It used to be said that these payments are for being members of the club. I have not heard the latest "clitch"--as Ernie Bevin used to describe it--recently, but the European Union used to be described as a club, and we had to pay a membership fee. Clearly some countries do not pay a membership fee; others pay a very large membership fee. That should be examined.

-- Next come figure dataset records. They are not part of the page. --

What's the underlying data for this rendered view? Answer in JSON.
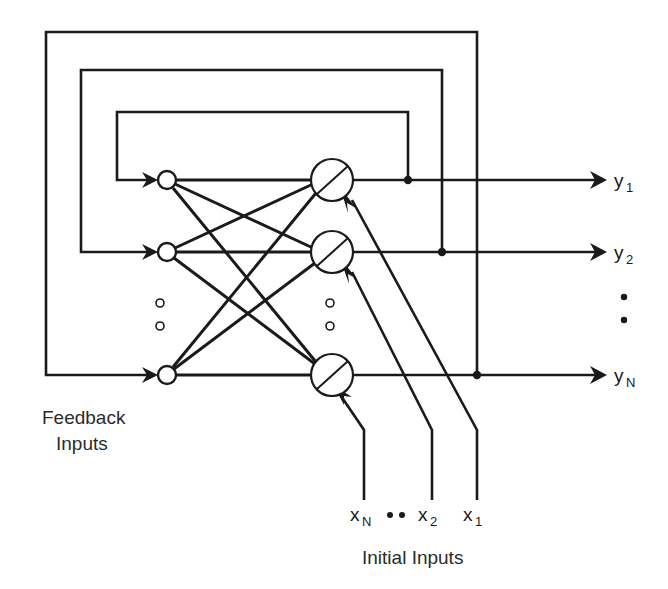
{
  "figure": {
    "type": "block-diagram",
    "background_color": "#ffffff",
    "line_color": "#1a1a1a",
    "text_color": "#2b2b2b"
  },
  "labels": {
    "feedback_inputs_line1": "Feedback",
    "feedback_inputs_line2": "Inputs",
    "initial_inputs": "Initial Inputs"
  },
  "outputs": [
    {
      "base": "y",
      "sub": "1",
      "y": 180,
      "arrow_x": 600,
      "label_x": 614,
      "junction_x": 408
    },
    {
      "base": "y",
      "sub": "2",
      "y": 252,
      "arrow_x": 600,
      "label_x": 614,
      "junction_x": 442
    },
    {
      "base": "y",
      "sub": "N",
      "y": 375,
      "arrow_x": 600,
      "label_x": 614,
      "junction_x": 477
    }
  ],
  "output_ellipsis": {
    "x": 622,
    "dots_y": [
      297,
      320
    ],
    "radius": 3.2
  },
  "inputs": [
    {
      "base": "x",
      "sub": "N",
      "label_x": 355,
      "label_y": 521,
      "stem_x": 364,
      "stem_bottom": 500,
      "bend_y": 430,
      "target_x": 337,
      "target_y": 392
    },
    {
      "base": "x",
      "sub": "2",
      "label_x": 423,
      "label_y": 521,
      "stem_x": 432,
      "stem_bottom": 500,
      "bend_y": 430,
      "target_x": 350,
      "target_y": 270
    },
    {
      "base": "x",
      "sub": "1",
      "label_x": 468,
      "label_y": 521,
      "stem_x": 477,
      "stem_bottom": 500,
      "bend_y": 430,
      "target_x": 350,
      "target_y": 198
    }
  ],
  "input_ellipsis": {
    "dots": [
      {
        "x": 390,
        "y": 515
      },
      {
        "x": 402,
        "y": 515
      }
    ],
    "radius": 3.0
  },
  "feedback_nodes": [
    {
      "cx": 167,
      "cy": 180,
      "r": 9
    },
    {
      "cx": 167,
      "cy": 252,
      "r": 9
    },
    {
      "cx": 167,
      "cy": 375,
      "r": 9
    }
  ],
  "node_ellipsis": {
    "x": 160,
    "dots_y": [
      303,
      326
    ],
    "radius": 4.0
  },
  "neurons": [
    {
      "cx": 332,
      "cy": 180,
      "r": 21
    },
    {
      "cx": 332,
      "cy": 252,
      "r": 21
    },
    {
      "cx": 332,
      "cy": 375,
      "r": 21
    }
  ],
  "neuron_ellipsis": {
    "x": 330,
    "dots_y": [
      303,
      326
    ],
    "radius": 4.0
  },
  "feedback_paths": [
    {
      "name": "inner-loop-y1",
      "left_x": 117,
      "top_y": 112,
      "right_x": 408,
      "bottom_y": 180
    },
    {
      "name": "middle-loop-y2",
      "left_x": 81,
      "top_y": 70,
      "right_x": 442,
      "bottom_y": 252
    },
    {
      "name": "outer-loop-yN",
      "left_x": 46,
      "top_y": 32,
      "right_x": 477,
      "bottom_y": 375
    }
  ],
  "synapse_count": 9,
  "text_positions": {
    "feedback_label_x": 42,
    "feedback_label_y1": 424,
    "feedback_label_y2": 450,
    "initial_label_x": 362,
    "initial_label_y": 564
  }
}
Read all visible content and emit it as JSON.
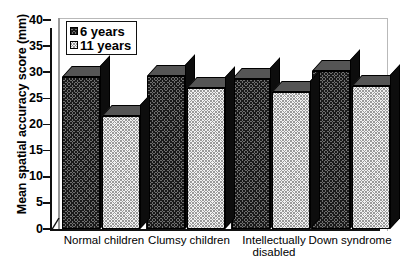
{
  "chart_data": {
    "type": "bar",
    "title": "",
    "xlabel": "",
    "ylabel": "Mean spatial accuracy score (mm)",
    "ylim": [
      0,
      40
    ],
    "yticks": [
      0,
      5,
      10,
      15,
      20,
      25,
      30,
      35,
      40
    ],
    "ytick_labels": [
      "0",
      "5",
      "10",
      "15",
      "20",
      "25",
      "30",
      "35",
      "40"
    ],
    "grid": false,
    "legend_position": "top-left",
    "categories": [
      "Normal children",
      "Clumsy children",
      "Intellectually disabled",
      "Down syndrome"
    ],
    "category_lines": [
      [
        "Normal children"
      ],
      [
        "Clumsy children"
      ],
      [
        "Intellectually",
        "disabled"
      ],
      [
        "Down syndrome"
      ]
    ],
    "series": [
      {
        "name": "6 years",
        "pattern": "dark-hatched",
        "values": [
          29.0,
          29.2,
          28.8,
          30.3
        ]
      },
      {
        "name": "11 years",
        "pattern": "light-dotted",
        "values": [
          21.7,
          27.0,
          26.2,
          27.4
        ]
      }
    ]
  },
  "legend": {
    "items": [
      {
        "label": "6 years",
        "swatch": "dark-hatched-swatch"
      },
      {
        "label": "11 years",
        "swatch": "light-dotted-swatch"
      }
    ]
  },
  "axis": {
    "y_title": "Mean spatial accuracy score (mm)"
  }
}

Local authorities and enterprise groups around the country set up projects so that we can get a bit of our own money back. I do not blame the Treasury for encouraging them to do so. Some very good projects are dreamed up. In a recent debate, hon. Members representing Liverpool were worried about the city losing its objective 1 status. I asked rhetorically, "How on earth did Liverpool obtain objective 1 status"? I am told that perhaps the right hon. Member for Henley (Mr. Heseltine) arranged it, but I do not know. Parts of south Wales are much poorer than Liverpool: it is not the poorest region, area or town in Britain. Large parts of south Wales are much poorer in terms of gross domestic product than Liverpool, but they do not have objective 1 status. I mention that en passant.

We are always looking for projects. Many of them do not stand up to proper economic analysis. It is nice to have the money, but I get the impression that many of these projects merely provide work therapy for the middle-class people who run the enterprise groups. They are earnest, energetic men and women, who go off to Brussels with large folders. They try to pretend that this money is beneficial to their areas: perhaps much of it is.